I was sitting outside in our backyard on a summer day, I was around six, and suddenly the whole world dissolved before my eyes and I found myself in a timeless world of light.
They held hands and knew that only the coffin would lie in the earth; the bubbly laughter and the press of fingers in the palm would stay aboveground forever. At first, as they stood there, their hands were clenched together. They relaxed slowly until during the walk back home their fingers were laced in as gentle a clasp as that of any two young girlfriends trotting up the road on a summer day wondering what happened to butterflies in the winter.
O beautiful, awful summer day, what hast thou given, what taken away?
For a moment there I convinced myself I had my back against a wall, and suddenly the only wall I find my back against is that of a 10 by 10 writing shack in Glendale, where the summer days average between 90 and 100 and each song can be quantified in the sweat it took to write it. There is no ac in hell, and sometimes you've got to get down to get up. The train is gaining speed I should think.
It was one of those March days when the sun shines hot and the wind blows cold: when it is summer in the light, and winter in the shade.
The Queen of Hearts, she made some tarts, All on a summer day: The Knave of Hearts, he stole those tarts, And took them quite away!
One summer day, while I was walking along the country road on the farm where I was born, a section of the stone wall opposite me, and not more than three or four yards distant, suddenly fell down. Amid the general stillness and immobility about me the effect was quite startling. ... It was the sudden summing up of half a century or more of atomic changes in the material of the wall. A grain or two of sand yielded to the pressure of long years, and gravity did the rest.

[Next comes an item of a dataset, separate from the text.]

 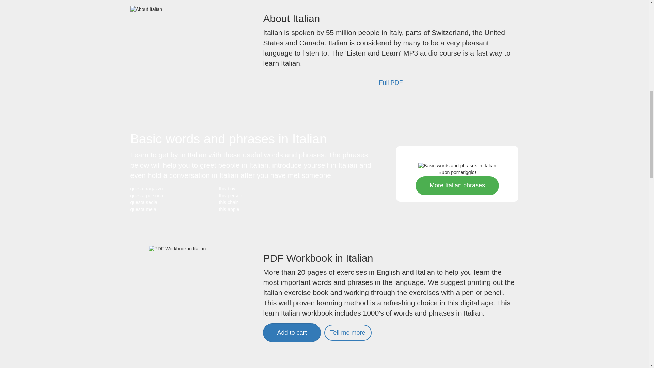 What do you see at coordinates (457, 186) in the screenshot?
I see `More Italian phrases` at bounding box center [457, 186].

Between the dusk of a summer night And the dawn of a summer day, We caught at a mood as it passed in flight, And we bade it stoop and stay. And what with the dawn of night began With the dusk of day was done; For that is the way of woman and man, When a hazard has made them one. Arc upon arc, from shade to shine, The World went thundering free; And what was his errand but hers and mine - The lords of him, I and she? O, it's die we must, but it's live we can, And the marvel of earth and sun Is all for the joy of woman and man And the longing that makes them one.